Billy Curtis

Born June 27, 1909 in Springfield, MA to normal-sized parents, American midget actor Billy Curtis starred as Superpup in the never aired 1958 pilot "The Adventures of Superpup". Unlike many other midget actors, he avoided the usual onus of freak-show employment as a youth, opting for a mainstream job as a shoe clerk. Encouraged by stock company actress Shirley Booth (later the star of the TV sitcom Hazel) to take a little person role in a stage production, Curtis soon became a professional actor, with numerous Broadway musical productions to his credit.

Curtis' big movie season was 1938-39: he was cast as the Mayor of the Munchkin City in The Wizard of Oz (albeit with voice dubbed by Pinto Colvig) and as the cowboy hero of the all-midget western Terror of Tiny Town (1938). This last epic was one of the few instances that Curtis was cast as a good guy; many of his screen characters were ill-tempered and pugnacious, willing to bite a kneecap if unable to punch out an opponent. Seldom accepting a role which demeaned or patronized little people, Curtis played an obnoxious vaudeville performer compelled to sit on Gary Cooper's lap in Meet John Doe (1941), a suspicious circus star willing to turn Robert Cummings over to the cops in Saboteur (1942), and one of the many fair-weather friends of "The Incredible Shrinking Man" in the 1957 film of the same name.

Billy Curtis' career thrived into the 1970s, notably with solid parts in the Clint Eastwood western High Plains Drifter (1973) and the crime-caper meller Little Cigars (1973), in which he had second billing as a diminutive criminal mastermind. Billy Curtis retired in the 1980s, except for the occasional interview or Wizard of Oz cast reunion. He later died on November 9, 1988 at his home in Dayton, NV.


What you should do: Every line below from the one containing "find the bounding" to the final line must be reproduced exactly, and no other line may appear in the answer.

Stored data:
--
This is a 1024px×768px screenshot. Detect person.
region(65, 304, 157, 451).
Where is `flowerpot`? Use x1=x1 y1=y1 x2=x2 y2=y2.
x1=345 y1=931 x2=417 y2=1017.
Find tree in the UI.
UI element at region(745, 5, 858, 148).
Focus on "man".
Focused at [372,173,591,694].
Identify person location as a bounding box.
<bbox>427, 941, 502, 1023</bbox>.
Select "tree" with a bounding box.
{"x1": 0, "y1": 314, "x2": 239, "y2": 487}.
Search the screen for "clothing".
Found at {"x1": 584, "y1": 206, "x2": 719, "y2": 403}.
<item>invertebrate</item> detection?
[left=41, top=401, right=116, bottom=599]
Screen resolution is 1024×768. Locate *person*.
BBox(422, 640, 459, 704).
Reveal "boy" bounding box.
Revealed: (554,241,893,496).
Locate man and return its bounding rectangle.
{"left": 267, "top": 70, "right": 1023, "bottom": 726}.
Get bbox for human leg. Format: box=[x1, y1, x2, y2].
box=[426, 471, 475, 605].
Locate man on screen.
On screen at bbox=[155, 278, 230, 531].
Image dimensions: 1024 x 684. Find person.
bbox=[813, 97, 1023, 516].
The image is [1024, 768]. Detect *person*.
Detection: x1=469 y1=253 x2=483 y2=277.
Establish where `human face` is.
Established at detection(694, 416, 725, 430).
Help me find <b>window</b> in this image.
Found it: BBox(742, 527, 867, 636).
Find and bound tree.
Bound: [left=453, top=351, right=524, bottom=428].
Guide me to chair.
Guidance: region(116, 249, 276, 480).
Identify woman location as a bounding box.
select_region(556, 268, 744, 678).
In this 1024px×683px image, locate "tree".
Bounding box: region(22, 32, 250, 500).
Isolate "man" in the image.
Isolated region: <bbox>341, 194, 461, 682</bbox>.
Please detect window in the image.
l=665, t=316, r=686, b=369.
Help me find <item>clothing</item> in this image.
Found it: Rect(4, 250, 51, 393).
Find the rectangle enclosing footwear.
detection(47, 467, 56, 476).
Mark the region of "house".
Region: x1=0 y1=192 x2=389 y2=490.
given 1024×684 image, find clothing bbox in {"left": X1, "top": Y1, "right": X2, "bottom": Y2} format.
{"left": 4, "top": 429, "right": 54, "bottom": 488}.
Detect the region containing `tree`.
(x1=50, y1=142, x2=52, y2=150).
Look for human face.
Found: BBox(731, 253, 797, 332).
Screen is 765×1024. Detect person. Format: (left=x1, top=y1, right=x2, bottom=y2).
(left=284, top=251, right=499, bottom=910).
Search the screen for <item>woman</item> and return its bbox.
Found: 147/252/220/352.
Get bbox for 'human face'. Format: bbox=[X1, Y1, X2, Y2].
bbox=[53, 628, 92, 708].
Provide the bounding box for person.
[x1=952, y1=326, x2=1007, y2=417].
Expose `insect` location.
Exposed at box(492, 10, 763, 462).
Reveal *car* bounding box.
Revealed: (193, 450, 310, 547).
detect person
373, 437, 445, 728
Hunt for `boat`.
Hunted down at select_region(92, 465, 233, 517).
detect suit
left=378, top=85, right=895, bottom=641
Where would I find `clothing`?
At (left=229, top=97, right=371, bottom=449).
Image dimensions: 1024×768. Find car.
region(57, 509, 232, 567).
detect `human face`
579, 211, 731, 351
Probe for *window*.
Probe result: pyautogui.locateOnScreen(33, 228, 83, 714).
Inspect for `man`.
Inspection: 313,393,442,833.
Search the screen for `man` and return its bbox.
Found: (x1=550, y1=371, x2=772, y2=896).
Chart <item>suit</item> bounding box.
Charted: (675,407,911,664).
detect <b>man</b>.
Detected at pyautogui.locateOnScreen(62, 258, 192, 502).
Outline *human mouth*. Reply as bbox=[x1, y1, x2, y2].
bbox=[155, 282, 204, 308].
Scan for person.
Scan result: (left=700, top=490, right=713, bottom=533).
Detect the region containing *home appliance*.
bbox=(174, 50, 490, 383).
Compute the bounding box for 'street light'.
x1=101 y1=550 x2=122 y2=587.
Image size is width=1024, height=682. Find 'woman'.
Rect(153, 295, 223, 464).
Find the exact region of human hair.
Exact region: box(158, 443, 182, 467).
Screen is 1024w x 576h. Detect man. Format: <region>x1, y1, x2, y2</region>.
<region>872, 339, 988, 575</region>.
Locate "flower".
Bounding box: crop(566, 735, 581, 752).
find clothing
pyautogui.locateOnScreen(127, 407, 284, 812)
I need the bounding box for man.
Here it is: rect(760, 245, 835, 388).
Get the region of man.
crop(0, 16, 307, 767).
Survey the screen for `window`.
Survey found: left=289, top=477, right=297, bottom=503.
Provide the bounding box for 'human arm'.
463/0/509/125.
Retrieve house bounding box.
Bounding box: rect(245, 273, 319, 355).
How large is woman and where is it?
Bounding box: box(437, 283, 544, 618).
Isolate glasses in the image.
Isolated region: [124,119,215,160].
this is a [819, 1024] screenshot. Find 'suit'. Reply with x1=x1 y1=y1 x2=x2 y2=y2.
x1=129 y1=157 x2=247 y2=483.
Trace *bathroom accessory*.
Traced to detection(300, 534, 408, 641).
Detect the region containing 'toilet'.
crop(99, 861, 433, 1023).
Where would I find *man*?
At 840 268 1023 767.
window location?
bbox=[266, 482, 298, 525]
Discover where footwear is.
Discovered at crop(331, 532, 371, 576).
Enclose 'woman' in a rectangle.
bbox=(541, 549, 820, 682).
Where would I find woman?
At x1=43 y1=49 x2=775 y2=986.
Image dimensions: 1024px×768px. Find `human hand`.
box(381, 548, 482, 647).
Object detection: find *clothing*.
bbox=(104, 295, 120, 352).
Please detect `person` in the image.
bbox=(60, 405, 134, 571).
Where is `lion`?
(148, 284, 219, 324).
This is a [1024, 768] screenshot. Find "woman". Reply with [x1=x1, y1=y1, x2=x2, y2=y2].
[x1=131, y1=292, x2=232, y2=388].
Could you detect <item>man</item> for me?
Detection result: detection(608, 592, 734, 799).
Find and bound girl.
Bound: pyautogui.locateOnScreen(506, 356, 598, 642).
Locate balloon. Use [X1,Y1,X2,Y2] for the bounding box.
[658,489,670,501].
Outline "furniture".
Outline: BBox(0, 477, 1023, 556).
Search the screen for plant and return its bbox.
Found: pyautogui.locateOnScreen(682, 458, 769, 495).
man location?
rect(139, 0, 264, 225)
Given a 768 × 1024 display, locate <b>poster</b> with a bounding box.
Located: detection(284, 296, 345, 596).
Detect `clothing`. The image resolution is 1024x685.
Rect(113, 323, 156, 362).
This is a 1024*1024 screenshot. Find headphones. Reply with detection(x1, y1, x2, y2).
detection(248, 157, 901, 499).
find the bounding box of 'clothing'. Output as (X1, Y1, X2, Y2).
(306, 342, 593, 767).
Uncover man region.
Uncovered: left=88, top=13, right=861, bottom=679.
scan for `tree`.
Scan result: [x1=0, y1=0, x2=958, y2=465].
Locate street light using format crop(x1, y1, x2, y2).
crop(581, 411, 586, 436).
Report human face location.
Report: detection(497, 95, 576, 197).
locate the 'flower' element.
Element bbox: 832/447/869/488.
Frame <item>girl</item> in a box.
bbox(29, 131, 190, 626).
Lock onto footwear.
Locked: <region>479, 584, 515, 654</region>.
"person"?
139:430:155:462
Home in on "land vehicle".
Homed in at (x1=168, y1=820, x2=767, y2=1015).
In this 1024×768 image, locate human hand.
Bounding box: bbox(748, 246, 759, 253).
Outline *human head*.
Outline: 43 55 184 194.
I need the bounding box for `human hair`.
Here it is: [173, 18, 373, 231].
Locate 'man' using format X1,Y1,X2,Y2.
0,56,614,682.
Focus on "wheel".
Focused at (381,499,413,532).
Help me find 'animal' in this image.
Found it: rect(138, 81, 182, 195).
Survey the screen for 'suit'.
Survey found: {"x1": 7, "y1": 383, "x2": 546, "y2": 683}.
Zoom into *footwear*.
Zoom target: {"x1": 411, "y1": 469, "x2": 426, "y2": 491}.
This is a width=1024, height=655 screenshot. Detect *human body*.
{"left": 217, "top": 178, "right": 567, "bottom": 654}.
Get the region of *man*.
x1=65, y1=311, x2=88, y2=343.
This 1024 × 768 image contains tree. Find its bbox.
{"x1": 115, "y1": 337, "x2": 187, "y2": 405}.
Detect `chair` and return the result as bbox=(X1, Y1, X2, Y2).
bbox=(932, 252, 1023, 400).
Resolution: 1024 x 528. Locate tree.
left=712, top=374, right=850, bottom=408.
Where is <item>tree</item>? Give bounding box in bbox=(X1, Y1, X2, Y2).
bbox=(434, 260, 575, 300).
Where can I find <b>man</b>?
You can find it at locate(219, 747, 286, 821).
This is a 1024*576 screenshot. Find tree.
--
Solution to the problem:
find the bounding box of 'clothing'. Output as (X1, Y1, X2, Y2).
(306, 342, 593, 767).
Uncover man region.
Uncovered: left=88, top=13, right=861, bottom=679.
scan for `tree`.
Scan result: [x1=0, y1=0, x2=958, y2=465].
Locate street light using format crop(x1, y1, x2, y2).
crop(581, 411, 586, 436).
Report human face location.
Report: detection(497, 95, 576, 197).
locate the 'flower' element.
Element bbox: 832/447/869/488.
Frame <item>girl</item> in a box.
bbox(29, 131, 190, 626).
Lock onto footwear.
Locked: <region>479, 584, 515, 654</region>.
"person"?
139:430:155:462
Home in on "land vehicle".
Homed in at (x1=168, y1=820, x2=767, y2=1015).
In this 1024×768 image, locate human hand.
Bounding box: bbox(748, 246, 759, 253).
Outline *human head*.
Outline: 43 55 184 194.
I need the bounding box for `human hair`.
Here it is: [173, 18, 373, 231].
Locate 'man' using format X1,Y1,X2,Y2.
0,56,614,682.
Focus on "wheel".
Focused at (381,499,413,532).
Help me find 'animal' in this image.
Found it: rect(138, 81, 182, 195).
Survey the screen for 'suit'.
Survey found: {"x1": 7, "y1": 383, "x2": 546, "y2": 683}.
Zoom into *footwear*.
Zoom target: {"x1": 411, "y1": 469, "x2": 426, "y2": 491}.
This is a width=1024, height=655 screenshot. Detect *human body*.
{"left": 217, "top": 178, "right": 567, "bottom": 654}.
Get the region of *man*.
x1=65, y1=311, x2=88, y2=343.
This 1024 × 768 image contains tree. Find its bbox.
{"x1": 115, "y1": 337, "x2": 187, "y2": 405}.
Detect `chair` and return the result as bbox=(X1, Y1, X2, Y2).
bbox=(932, 252, 1023, 400).
Resolution: 1024 x 528. Locate tree.
left=712, top=374, right=850, bottom=408.
Where is <item>tree</item>? Give bounding box in bbox=(X1, Y1, X2, Y2).
bbox=(434, 260, 575, 300).
Where can I find <b>man</b>?
You can find it at locate(219, 747, 286, 821).
This is a 1024*576 screenshot. Find tree.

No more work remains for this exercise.